Restricting aid for able-bodied not un-Christian

β€œFor the poor you have with you always, but you do not always have Me.” β€” Jesus Christ

In a letter to a local newspaper, a pastor wrote that “if we are authentic Christians, we are always on the side of the poor, the marginalized, the least, the last and the lost.”

“Authentic” Christians do not dispute the fact that they are to be caring servants, but discussions about how best to care for the poor is when the water gets muddy.

Today in America, there are 47 million people on food stamps. I am certain that many of them do not want to be on public assistance; they want a job. There are some, however, who feel entitled to take from the public trough.

In his book β€œHow Should Christians Vote?,” the Rev. Dr.
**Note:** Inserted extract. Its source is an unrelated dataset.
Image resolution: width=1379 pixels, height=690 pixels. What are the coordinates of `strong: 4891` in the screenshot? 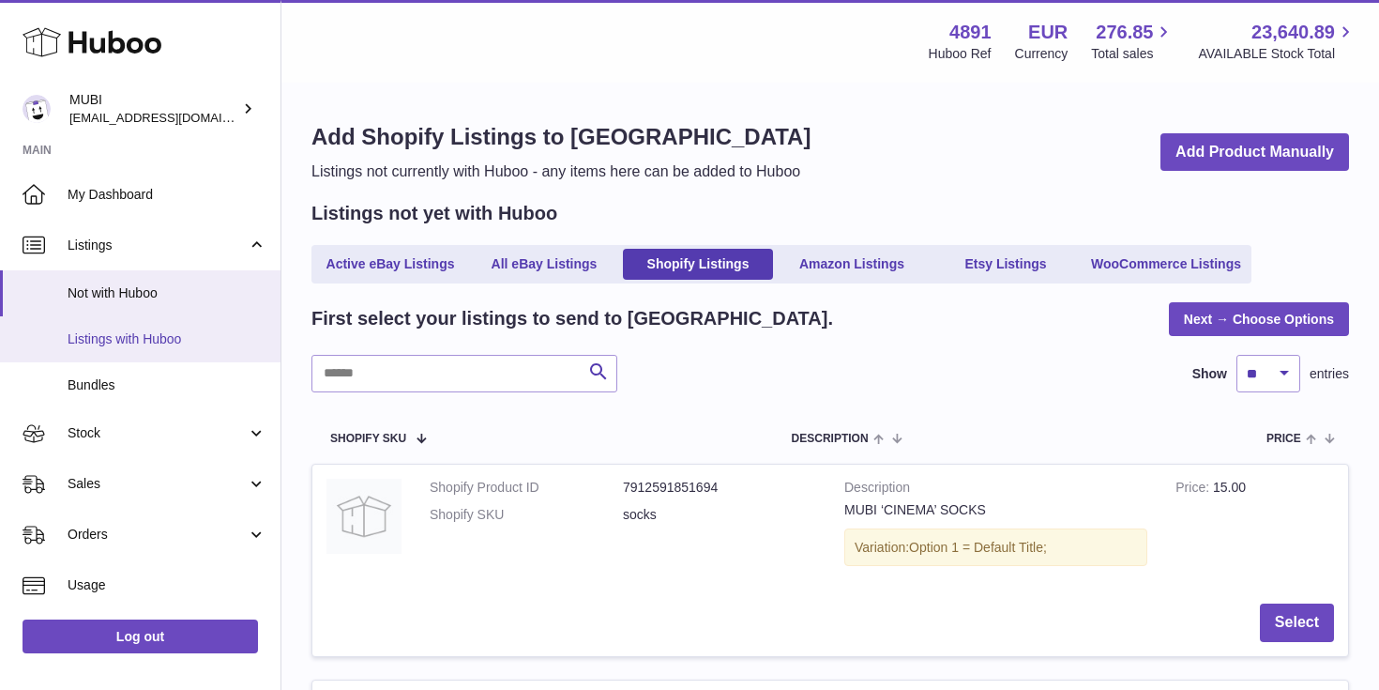 It's located at (970, 32).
Tony Evans, founder and president of The Urban Alternative and senior pastor of Oak Cliff Bible Fellowship in Dallas, writes: β€œGovernment assistance for able-bodied citizens should be temporary and not designed to produce long-term dependency and an entitlement mentality. There should be accountability tied to the assistance so that the person receiving the assistance has to perform some sort of work or volunteerism that is connected to what they receive.”

It is not biblical that Christians and/or the government are to provide an unending supply of food, goods, money, etc., for those who refuse to help themselves, for those who are takers only.

β€œIf a man does not work, you do not offer him a welfare check to pay him for his irresponsibility. You don’t look to the government to pay for laziness while taxing others to cover the bill,” Evans says.

Charity is personal giving from the heart. It is an act of love to God and one’s fellow man. It is enlightening, enriching and elevating for the one receiving the gift as well as the one who gives it. However, when a bloated, powerful government usurps money from those who work to dole out to those who do not, it is not philanthropy; it is theft.

Evans paraphrases St. Paul in Romans 13: β€œThe one overarching job of civil government … can be defined as … β€˜under God, the government is to promote the conditions for the well-being of the citizenry for good, while protecting the citizenry against the proliferation of evil.’”

Government should β€œcreate an environment for compassion to flourish,” Evans says. Otherwise, β€œthe state becomes an all-encompassing promoter of federal economic dependency (that leads) to illegitimate and irresponsible personal and corporate welfare.”

Limited government does not mean a government that lacks compassion. Instead, β€œcivil government should provide a safety net specifically and intentionally designed to produce self-sufficiency and not long-term dependency,” Evans says.

Unfortunately, the welfare state in America is a mile wide and an inch deep. Those who are truly disabled, mentally or physically, and cannot provide for themselves must have a long-term safety net.

Yet when able-bodied people are not providing for themselves or their families, they take precious public funds away from the truly needy. This is a monstrous scandal and fraud perpetrated on taxpayers through deception. Supporting bureaucratic waste that squanders billions of dollars β€” our hard-earned money β€” has nothing to do with kindness, caring or compassion; it has everything to do with the federal government amassing enormous sums of money, and power and control.

Authentic Christians must understand that giving from the heart is a personal act. It is rendering unto God what is God’s. Rendering unto Caesar is not charity; it’s called taxes.